Somehow though, his hatred for the supervisor took
second place to his increasing sense of urgency as the hormone squirted out of
the battleship’s glands and into his own emotional circuits
Tokale had often said that he had
never seen a muscle facilitator with half Skiff’s ability. “You work the nerves
of those muscles with the skill of a cutlass master,” he had told him many a
time. “You comprehend the nerve and all that makes it work, my lad. No wonder
you have a way with women that most men would kill for. You must play their
pleasure centres like a prodigy plays his drabalon flute.”
Fired up to
battle pitch, Skiff lay face down on the gargantuan muscle, massaging and
prodding the hot and groaning fibres of the oar’s bicep, aiming to produce a
superload of power, a performance beyond imagination,
“Who in the name of Berremoth and
Karrador are those
joes,” he shouted after some minutes. Below him, he had seen a curious convoy of
rat-drawn wagons and fighting chariots splashing through the sap marshes.
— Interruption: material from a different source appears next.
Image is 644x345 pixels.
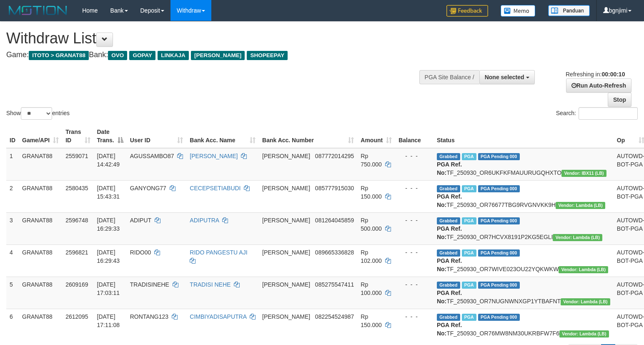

Squadron after squadron of spider cavalry rode to either side, brutally cutting
down wage slave and petty officer alike if they got in the way. The riders,
splendid in scarlet and yellow and with blue and green banners on their pikes,
seemed every bit as taken by the mood of lunatic urgency as the rowing crews.
“They’re
the elite, my young friend. The jjoint venture consultants and merger executives.
Very sought after folk in a landing or a boarding action with a female. Venture
capital brokers too, with their own escort by the look of things. They don’t
lack for coin.”
“What
are they doing on the rowing deck then?”
“Taking
a short cut to the front of the queue, son. They know their way about if anyone
does. The main decks will be packed by seaman now waiting for the boarding
ramps to be raised.”
A huge idea
blossomed up in Skiff’s mind, arriving there as unexpectedly as a
naked trapeze artist plummeting down into the middle of a high court
proceedings. “Tokey,” he said,
his voice filled with the misplaced insanity of youthful self-confidence. “Why
don’t we cut loose and go ashore to seek our fortunes? To escape all this? We’d have
plenty of fun and wealth beyond measure.”
“That,
my lad, is heresy. Only the powerful go, each warlord or admiral supported by
whole armies of fighting men. Big groups, of regimental strength at least, if
not divisional. We haven’t a chance of ever making it. It’s a matter of class,
lad.”
Skiff watched as the rowing supervisors and middle
managers lost even the most superficial sense of self control in their efforts
to drive the rowing operators to greater effort. At the same time, the various
species of wild life that inhabited the sap swamps, shrieked and stampeded
around their homelands, utterly out of their minds.
Somehow Skiff had never felt more alive.